The universities – which also include Texas A&M, Purdue University, Michigan State University and the University of Maryland – are preparing thousands of names of prospective evacuees to submit to the U.S. Agency for International Development. The people, about 20% of whom are women, are mostly Afghan citizens who’ve worked for or with the universities and are now in hiding, said Jim Hill, a retired associate dean of international programs for UC Davis.

“Anyone who had in their background any employment with a U.S. organization is at risk,” Hill told Farm Progress. “We’re actually in touch with some of them through email. They’re hunkered down at friends’ houses right now, and they’re very much afraid.”

Up to 10,000 refugees

Chris Pannkuk, a consultant in Moscow, Idaho, who was WSU’s director of international research and agriculture development, said he has come up with a list of about 125 people and their families who were colleagues on the UC Davis-led project alone. And he was involved in four similar projects at WSU, each with their own lists.

“From all these projects in the whole consortium of universities, if it’s not 10,000 people I’d be surprised,” Pannkuk told Farm Progress. “There were a lot of us out there.”

He said he’s heard in recent days from numerous former colleagues who are still in Afghanistan, and he’s losing sleep worrying about them.

“I don’t know how they’re going to work this out getting visas for these people,” he said. “How they’re going to get from the provinces to the (Kabul) airport still sounds a little dicey.”

The universities’ grant-funded projects were among nearly $3.9 billion in U.S. humanitarian aid given to Afghanistan since 2002, including more than $543 million since fiscal year 2020, according to The Associated Press. While much attention has been paid to the Afghan interpreters who helped American troops, the USDA, USAID, nonprofit organizations and others provided or hired thousands of workers focused on developing the nation’s infrastructure, educational and agricultural sectors, the AP noted.

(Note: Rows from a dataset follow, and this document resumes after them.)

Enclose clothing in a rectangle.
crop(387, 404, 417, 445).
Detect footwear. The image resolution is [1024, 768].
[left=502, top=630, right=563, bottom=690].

Agriculture in Afghanistan employs more than 80% of the labor force and generates more than 40% of the country’s economic output, the UC has explained.

The resurgence of the Taliban after the 20-year U.S.-led military operation has created an estimated 80,000 Afghan refugee candidates, of which the Pentagon announced it can take 22,000, according to Newsweek. In addition, some 15,000 American citizens remained in the country as of Aug. 18, according to NBC News.

Developing farmland

Among the would-be Afghan refugees are about 350 employees of Roots of Peace, a San Rafael, Calif.-based nonprofit that has been working to turn conflict zones into farmland, San Francisco’s KRON-TV reported. CEO Heidi Kuhn told the station she’s sent letters asking President Joe Biden for help in getting them out.

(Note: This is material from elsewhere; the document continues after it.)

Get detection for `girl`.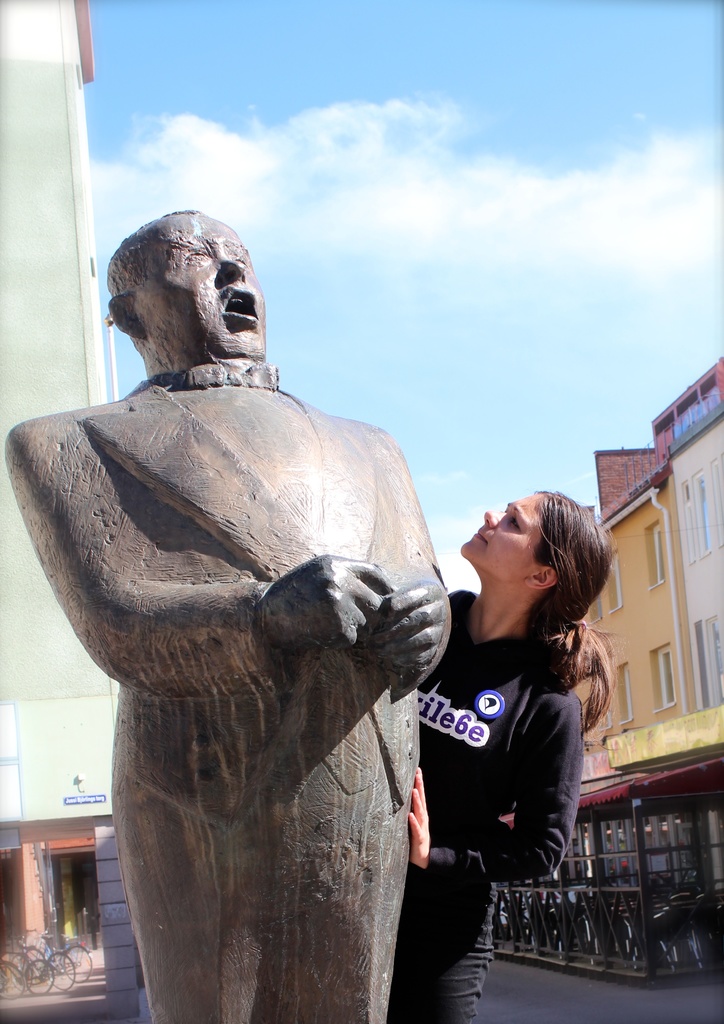
Detection: [382, 481, 613, 1023].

There were already nearly 2.5 million registered refugees from Afghanistan, comprising the largest protracted refugee population in Asia and the second largest in the world, according to the United Nations.

One of the key players in the humanitarian effort in Afghanistan since 2003 has been UC Davis, which helped the nation’s agriculture by supplying grapevines, providing market surveys, introducing livestock producers to new technology and forage-monitoring systems, and creating an e-Afghan Ag website to support agricultural development, according to the university.

The Afghan region is a “center of origin” for many important crops on the U.S. West Coast, including grapes, almonds and walnuts, the UC’s Hill said.

“They grow a lot of citrus there, although it’s not the center of origin for citrus,” he said. “They produce a lot of the crops that we produce here, but their technology is just rudimentary.”

In their latest project, funded by the USDA’s National Institute of Food and Agriculture, UC Davis, WSU, Purdue and others worked to develop a viable and credible agricultural extension system in Afghanistan. Hill led the cooperative effort, collaborating with Afghanistan’s Ministry of Agriculture, Irrigation and Livestock, but most of the work on the ground was done by Afghans.

“We had hundreds of field days,” Hill said. “I have no doubt in my mind that we made significant contributions, but in a small way when you compare it to the agriculture we have here. There were clearly improvements in what they were doing.”